At sunrise on Sunday, the 34,000-strong White army was on the move.

Like many others, I had hardly slept a wink during the night before.

The Wanderers family was converging on the national stadium, from far and wide, from Argentina to Australia, following in our forebearers’ footsteps of 100 years ago, when we opened Wembley in style.

The motorways were just a sea of coaches and cars, all decked in Wanderers colours as we swept south, overwhelming every service station on the way. It was our big day out - the Papa Johns Trophy final.

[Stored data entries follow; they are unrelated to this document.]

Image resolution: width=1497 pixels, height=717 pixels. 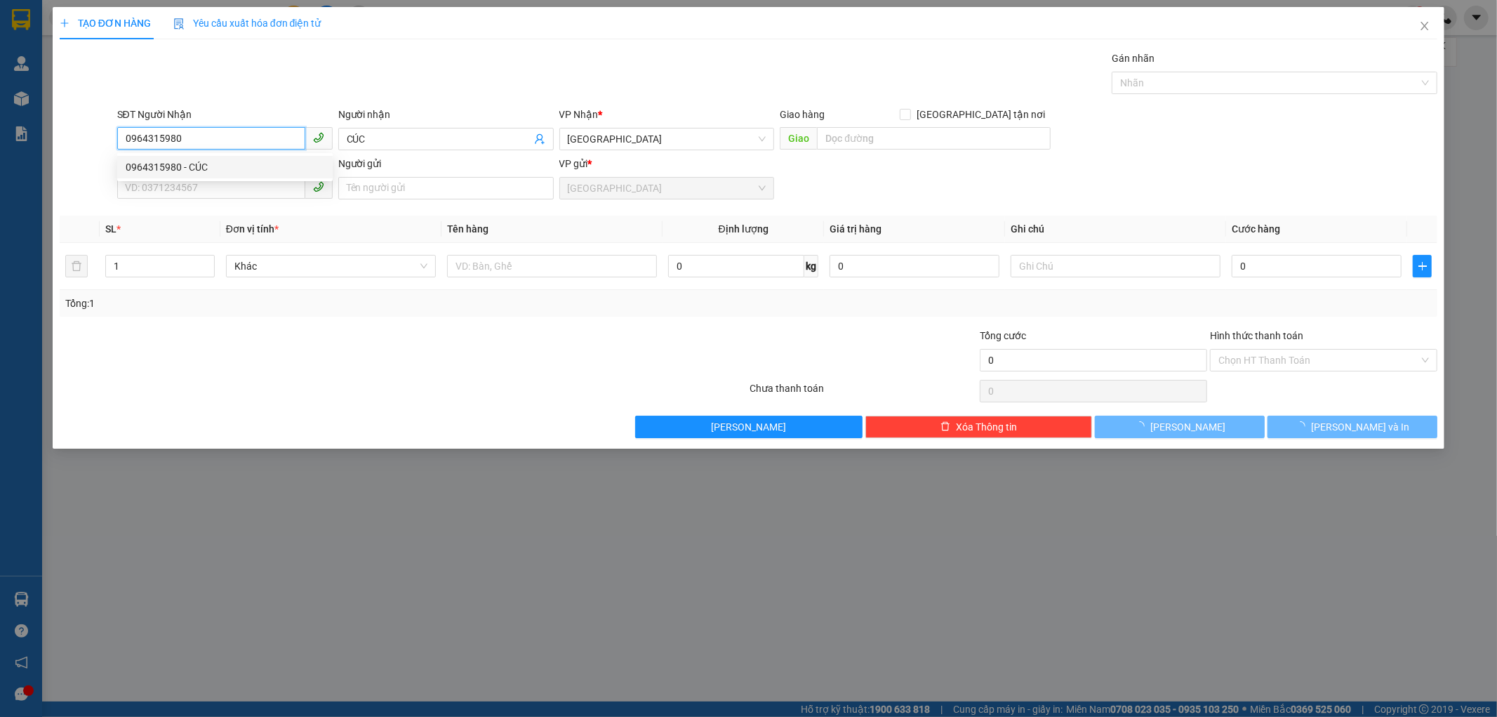 What do you see at coordinates (111, 229) in the screenshot?
I see `span: SL` at bounding box center [111, 229].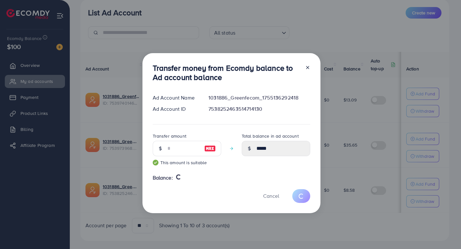 The width and height of the screenshot is (461, 249). Describe the element at coordinates (163, 178) in the screenshot. I see `span: Balance:` at that location.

Coaches were herded into a search area, where they were relieved of any smuggled alcohol before parking right next to the stadium.

Phone cameras exploded into use with friends and families and any celebrities met.

I followed a very proud Mayor of Bolton, Akhtar Zaman, into the ground and had to smile as his fine mayoral regalia set the metal detectors off.

We headed for the superb Three Lions bar in the second tier and over some decent Camden Pale Ale and chicken burgers, we discussed our chances, with the majority expecting a close encounter but hoping that we could nick it if we played well.

After the trials and tribulations of the recent dark ages, when we came so close to extinction, we were just happy to be there.

Emotions went through the roof, watching our Wanderers walk out on to the Wembley pitch, the fans heartedly singing the National Anthem and was it a good omen when Vernon Kay got his hands on the EFL Trophy?

Bolton were up for it from the kick off and within 10 minutes we were pinching ourselves in amazement as we surged into a two-goal lead through Kyle Dempsey and Dion Charles.

We kept it going for the whole match. Veni, vidi, vici; Bolton came. Bolton saw. Bolton conquered.

We played them off the park. The only disappointment was the referee twice dismissing red card decisions after what looked like bad fouls on Josh Sheehan and Eoin Toal.

The celebrations at the end brought tears of joy to my eyes.

Our team had done it. We had performed brilliantly on the highest stage.

This was our day. This was for everyone connected with Bolton Wanderers.

The fans were singing ‘Sharron Brittan, she’s one of our own’.

And seeing our adopted sons, Conor Bradley and James Trafford, celebrating like two Bolton fans was heartwarming magic.

Today we are all proud to be a Wanderer.